Web Application Security Assessment
Application layer vulnerabilities are the most common cause of .onion service deanonymization. Test for SSRF (Server-Side Request Forgery): submit URLs as input and verify the application does not make outbound HTTP requests to external IPs that would reveal the server's real IP. This is particularly critical in applications that render user-provided content, process URLs for previews, or handle image/file uploads. Test for XXE (XML External Entity) injection in any XML processing. Test for command injection in any shell-level operations. Verify the application does not log client IP addresses (they are all 127.0.0.1, so logging provides no value and wastes disk space). Verify the application does not include any external resources (fonts, analytics, CDN libraries) in pages - external resource requests reveal the client's IP to the external server.
Server Hardening Verification
Verify OS-level hardening: firewall rules allowing only Tor ORPort and application port from localhost, no other listening ports (check with ss -tlnp). Verify no clearnet-accessible ports: the server should have no public-facing web ports, SSH should be key-only with non-standard port or restricted source IP. Verify full disk encryption is configured (LUKS on Linux) and the decryption passphrase is not stored on the server.
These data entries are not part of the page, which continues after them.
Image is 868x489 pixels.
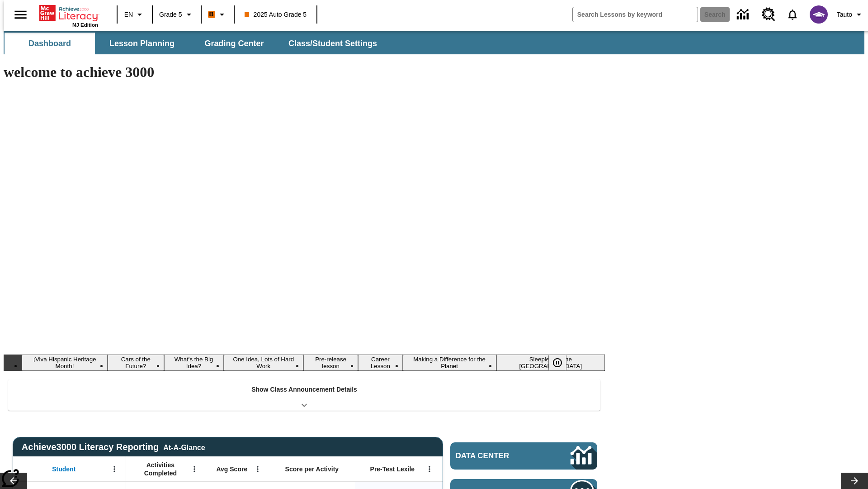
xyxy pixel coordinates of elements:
span: Class/Student Settings [288,39,377,49]
img: avatar image [810,5,828,24]
input: search field [573,8,697,22]
button: Select a new avatar [804,3,834,26]
button: Open side menu [8,2,34,28]
button: Dashboard [4,33,95,55]
div: Pause [548,354,575,370]
span: 2025 Auto Grade 5 [245,10,307,19]
button: Slide 5 Pre-release lesson [304,354,358,370]
span: Tauto [837,10,852,19]
a: Notifications [781,3,804,26]
div: SubNavbar [3,31,865,55]
a: Data Center [732,3,756,27]
button: Open Menu [251,462,264,476]
button: Open Menu [188,462,201,476]
span: Lesson Planning [109,39,174,49]
div: Show Class Announcement Details [8,379,601,411]
span: B [209,8,214,20]
p: Show Class Announcement Details [251,385,357,394]
button: Class/Student Settings [281,33,384,55]
button: Slide 4 One Idea, Lots of Hard Work [224,354,304,370]
button: Boost Class color is orange. Change class color [204,7,231,23]
span: Grading Center [204,39,263,49]
button: Slide 6 Career Lesson [358,354,402,370]
button: Slide 8 Sleepless in the Animal Kingdom [496,354,605,370]
span: NJ Edition [72,22,98,28]
span: Data Center [456,451,540,460]
a: Data Center [450,442,597,469]
a: Resource Center, Will open in new tab [756,3,781,27]
button: Profile/Settings [834,7,868,23]
button: Lesson carousel, Next [841,472,868,489]
button: Slide 7 Making a Difference for the Planet [403,354,496,370]
h1: welcome to achieve 3000 [3,64,605,81]
span: Score per Activity [285,465,339,473]
span: Achieve3000 Literacy Reporting [22,442,205,452]
button: Slide 2 Cars of the Future? [108,354,164,370]
span: EN [124,10,133,19]
div: At-A-Glance [163,442,205,451]
span: Pre-Test Lexile [370,465,415,473]
button: Grading Center [189,33,279,55]
button: Lesson Planning [97,33,188,55]
button: Open Menu [423,462,437,476]
a: Home [40,4,98,22]
button: Slide 3 What's the Big Idea? [164,354,224,370]
button: Pause [548,354,567,370]
span: Activities Completed [130,460,190,477]
span: Student [52,465,76,473]
div: Home [40,3,98,28]
button: Slide 1 ¡Viva Hispanic Heritage Month! [22,354,108,370]
button: Open Menu [108,462,121,476]
span: Dashboard [29,39,71,49]
button: Language: EN, Select a language [120,7,149,23]
span: Avg Score [216,465,247,473]
span: Grade 5 [159,10,183,19]
button: Grade: Grade 5, Select a grade [156,7,198,23]
div: SubNavbar [3,33,385,55]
Verify automatic security updates are configured. Review installed packages for unnecessary services (remove mailserver, FTP, or other unused daemons). Verify file integrity with AIDE or Tripwire baseline comparison to detect unauthorized changes. Check for world-readable sensitive files: find /var/lib/tor -maxdepth 2 -perm /o+r should return no output.
Application Information Disclosure Check
Review HTTP response headers for information disclosure. Nginx default headers (Server: nginx/1.24.0) reveal server software version. Configure server_tokens off in Nginx to reduce header verbosity. Check for application framework version disclosure in response headers or error pages. Verify error pages return generic messages rather than stack traces or database error details. Review the application for features that might disclose the server's IP: server-side HTTP redirects to external URLs, email sending functionality (SMTP From header reveals server hostname), PDF generation tools that make external HTTP requests for embedded resources. Audit all user-supplied content rendering paths for SSRF and content injection vulnerabilities that could cause the server to contact external IPs.
Operational Security Review
Operational security audit covers human and procedural factors. Review access control: how many people have SSH access to the server, are all keys documented and revocable, when did each key last successfully authenticate? Review secret management: are API keys, database passwords, and encryption keys stored securely (environment variables or secrets managers) rather than in version-controlled code? Review monitoring: is there an alerting system that would notify operators of server compromise (file integrity changes, unexpected process launches, Tor daemon failures)? Review backup security: are backups encrypted before storage, are backup access credentials separate from production credentials, when was the backup last tested for restoration? Review incident response: is there a documented procedure for responding to suspected compromise of the hidden service?